> Recorded data:
########################################
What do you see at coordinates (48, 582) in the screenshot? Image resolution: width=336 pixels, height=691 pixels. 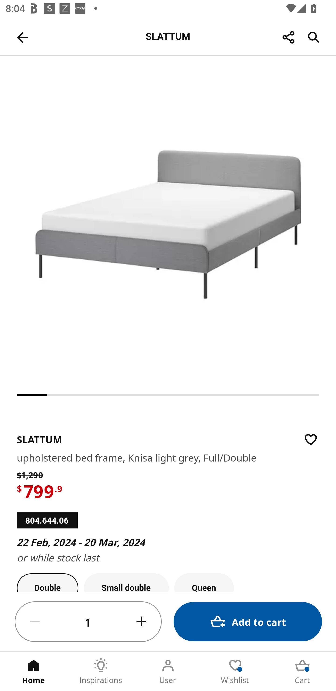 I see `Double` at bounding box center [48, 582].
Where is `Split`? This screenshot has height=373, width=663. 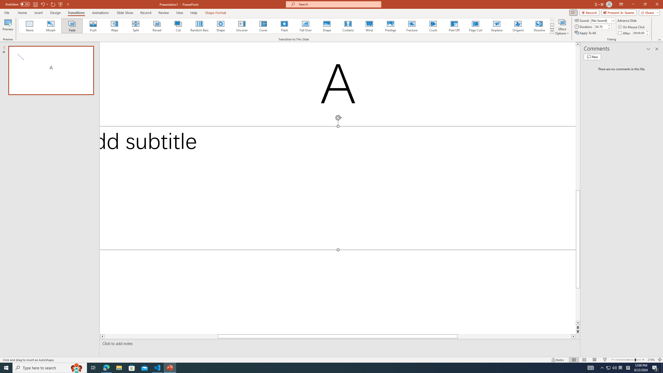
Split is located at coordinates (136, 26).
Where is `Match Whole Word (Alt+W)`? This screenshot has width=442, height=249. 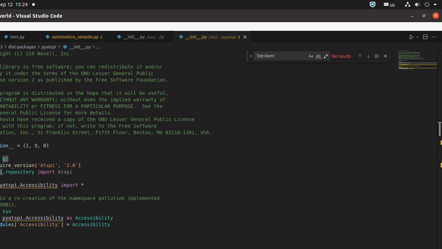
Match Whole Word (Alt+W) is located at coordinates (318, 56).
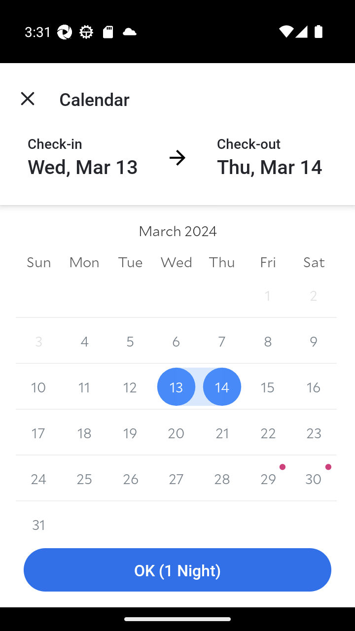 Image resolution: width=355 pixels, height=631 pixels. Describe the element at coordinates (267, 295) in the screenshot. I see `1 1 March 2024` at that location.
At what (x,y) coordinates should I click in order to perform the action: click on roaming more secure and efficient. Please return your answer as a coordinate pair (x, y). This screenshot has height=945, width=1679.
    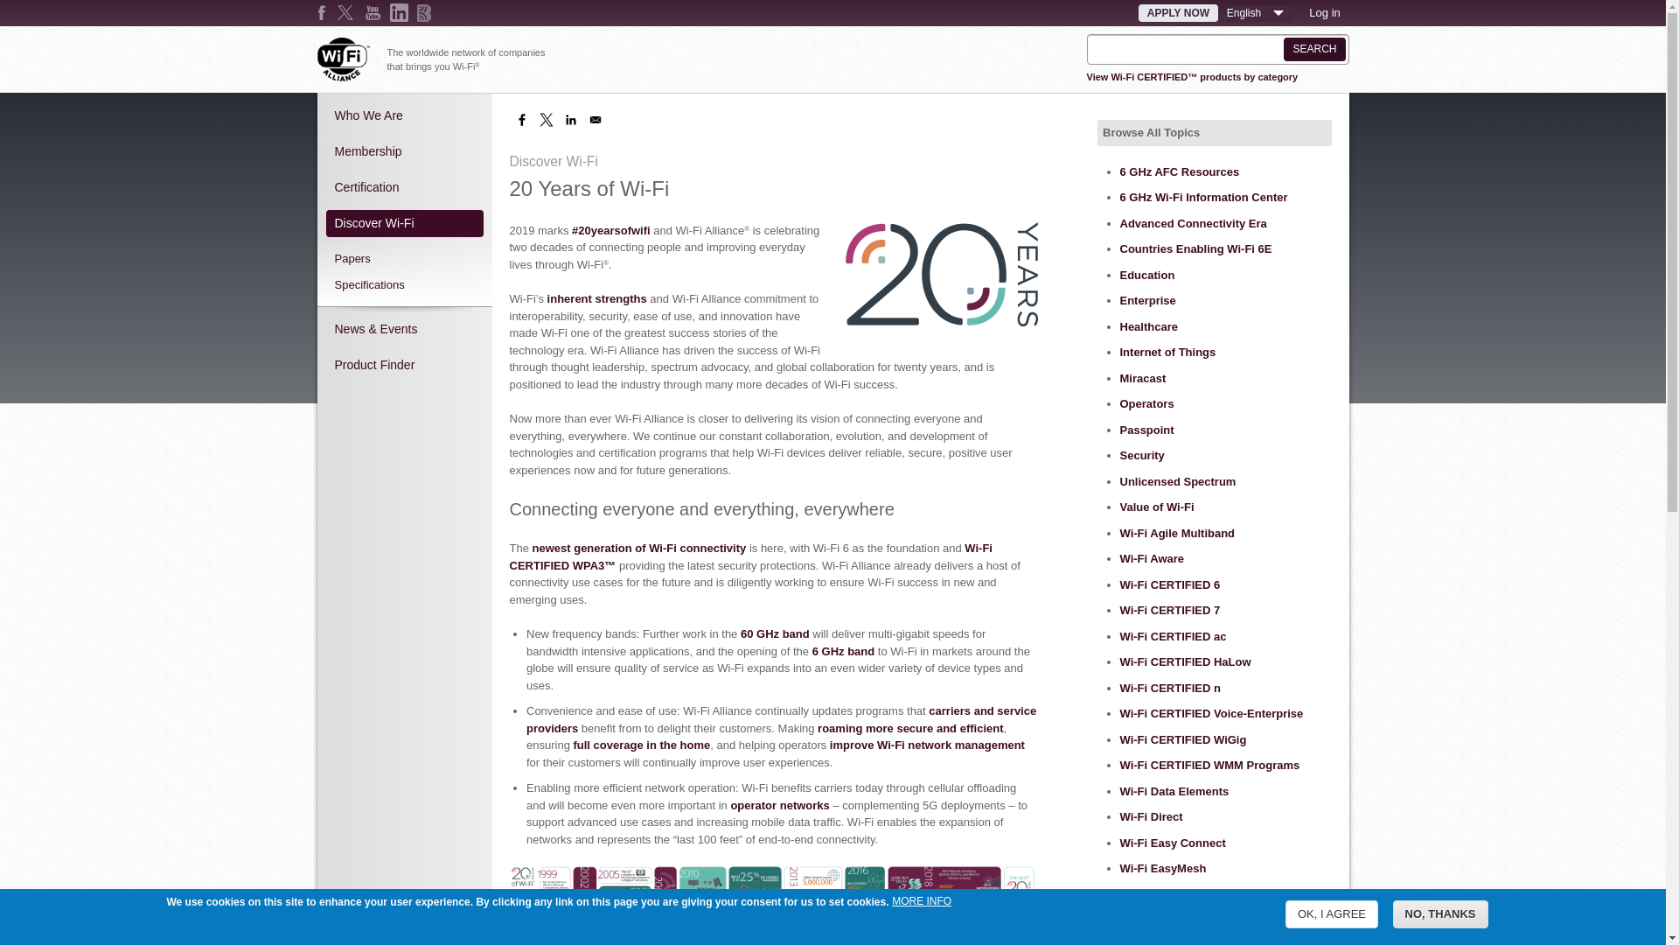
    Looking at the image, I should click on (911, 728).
########################################
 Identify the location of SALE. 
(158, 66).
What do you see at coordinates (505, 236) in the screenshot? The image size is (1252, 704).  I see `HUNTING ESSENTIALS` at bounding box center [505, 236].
########################################
> Work item: Your answer should be the lines above, from the line containing "Identify the location of SALE." up to and including the line containing "What do you see at coordinates (505, 236)", reproduced exactly and with nothing else.

> Answer area:
 Identify the location of SALE. 
(158, 66).
What do you see at coordinates (505, 236) in the screenshot? The image size is (1252, 704).  I see `HUNTING ESSENTIALS` at bounding box center [505, 236].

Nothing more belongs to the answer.